Updated

Once upon a time, American universities encouraged students to create community around common interests and protected the right of student organizations to operate in a manner consistent with their beliefs.

But a rising tide of resistance to religious organizations on college campuses, allegedly aimed at reducing intolerance, ironically advances it, fostering an unwelcoming and hostile learning environment for many students and threatening the very existence of religious student organizations.

In the fall of 2010, Vanderbilt University began investigating the constitutions of every religious organization on its Nashville, Tenn., campus after a discrimination complaint was filed against a Christian fraternity. During the investigation, the university changed the student organization handbook to remove a section protecting religious association. The university eliminated a clause that read, "In affirming its commitment to this principle [of non-discrimination], the University does not limit freedom of religious association and does not require adherence to this principle by government agencies or external organizations that associate with but are not controlled by the University."

In a letter to Vanderbilt students and faculty on Jan. 20, Chancellor Nicholas Zeppos insisted that the university "does not seek to limit anyone's freedom to practice his or her religion. We do, however, require all Vanderbilt registered student organizations to observe our nondiscrimination policy. That means membership in registered student organizations is open to everyone and that everyone, if desired, has the opportunity to seek leadership positions."

Contrary to the university's stated goal of inclusion and tolerance, the change in policy jeopardizes the operational freedom of all religious organizations on campus. Patricia Helland, an associate dean who oversees religious life at Vanderbilt, defended the change in an interview saying "organizations can have core beliefs, but that organizations can't require their members or leaders to abide by or adhere to those core beliefs."

It begs the question: How can an organization maintain its identity without the ability to choose its members and leaders based on those beliefs? The answer is: It can't.

Vanderbilt's new nondiscrimination policy enables a Jewish student to become president of the Muslim student organization, or a Christian student to become the president of the campus Hindu organization.

Vanderbilt's new nondiscrimination policy undermines the very purpose of encouraging students to organize around a common interest, threatening students' ability to create community and develop vibrant supporting and learning environments for themselves. Has it really come to a point where students who meet for a common interest can be accused of discrimination for excluding someone who doesn't share the defining interests of their organization?

While university administrations – and it's not just Vanderbilt; certain universities across America are instituting overly broad, counterproductive nondiscrimination policies – seem blind to their own cognitive dissonance, the Supreme Court, fortunately, has acknowledged the fundamental importance to religious entities of government noninterference with their leadership standards. In his concurring opinion in the Jan. 11 decision in Hosanna-Tabor vs.

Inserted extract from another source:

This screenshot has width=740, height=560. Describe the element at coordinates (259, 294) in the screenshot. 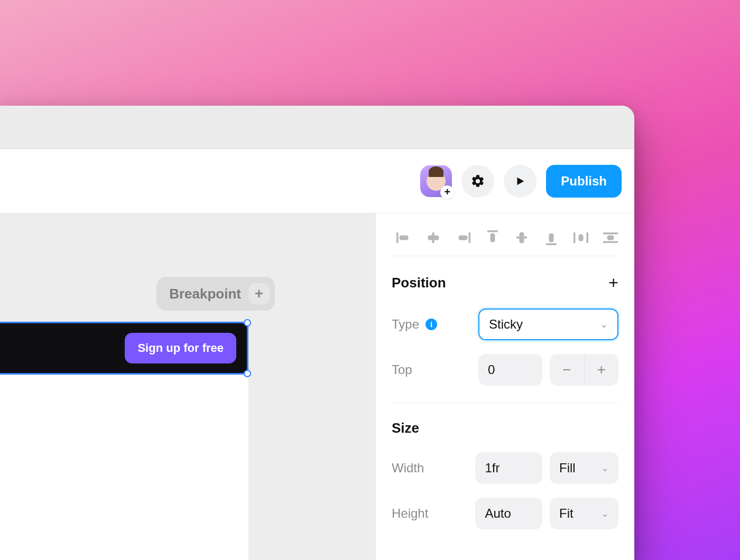

I see `add-breakpoint-button: +` at that location.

EEOC regarding religious association, Justice Samuel Alito wrote that "a religious body's right to self-governance must include the ability to select, and to be selective about, those who will serve as the very embodiment of its message."

University administrators and the activists who are targeting religious organizations with discrimination complaints would have us believe that new anti-discrimination policies are not that big of a deal. But under Vanderbilt's policy, for example, all registered organizations – religious, non-religious, fraternities, sororities and political organizations alike – must agree to the new policy by April 16. Otherwise, in the name of fairness under these misguided policies, they should be forced off campus.

Vanderbilt's new religious nondiscrimination policy is still subject to input from the community (although university officials have denied the local Christian Legal Society president a chance to speak on behalf of the school's religious organizations at an upcoming town hall meeting.) But on many campuses the quest for tolerance has already codified aggressive intolerance, and on many more it could come in the near future.

If students are to flourish in a learning environment that values diversity, community and debate, college administrators must return to the nationwide practice of allowing an exemption in their religious nondiscrimination policy for religious organizations – organizations whose very reason for existence is to promote a particular religion. Policies like Vanderbilt's irrationally discriminate against such groups, and fail to fulfill universities' duty to protect students' rights to associate and operate under their constitutionally-protected beliefs.

Jason Hoyt is the Executive Director of Beta Upsilon Chi, a national Christian fraternity affected by Vanderbilt's change in policy.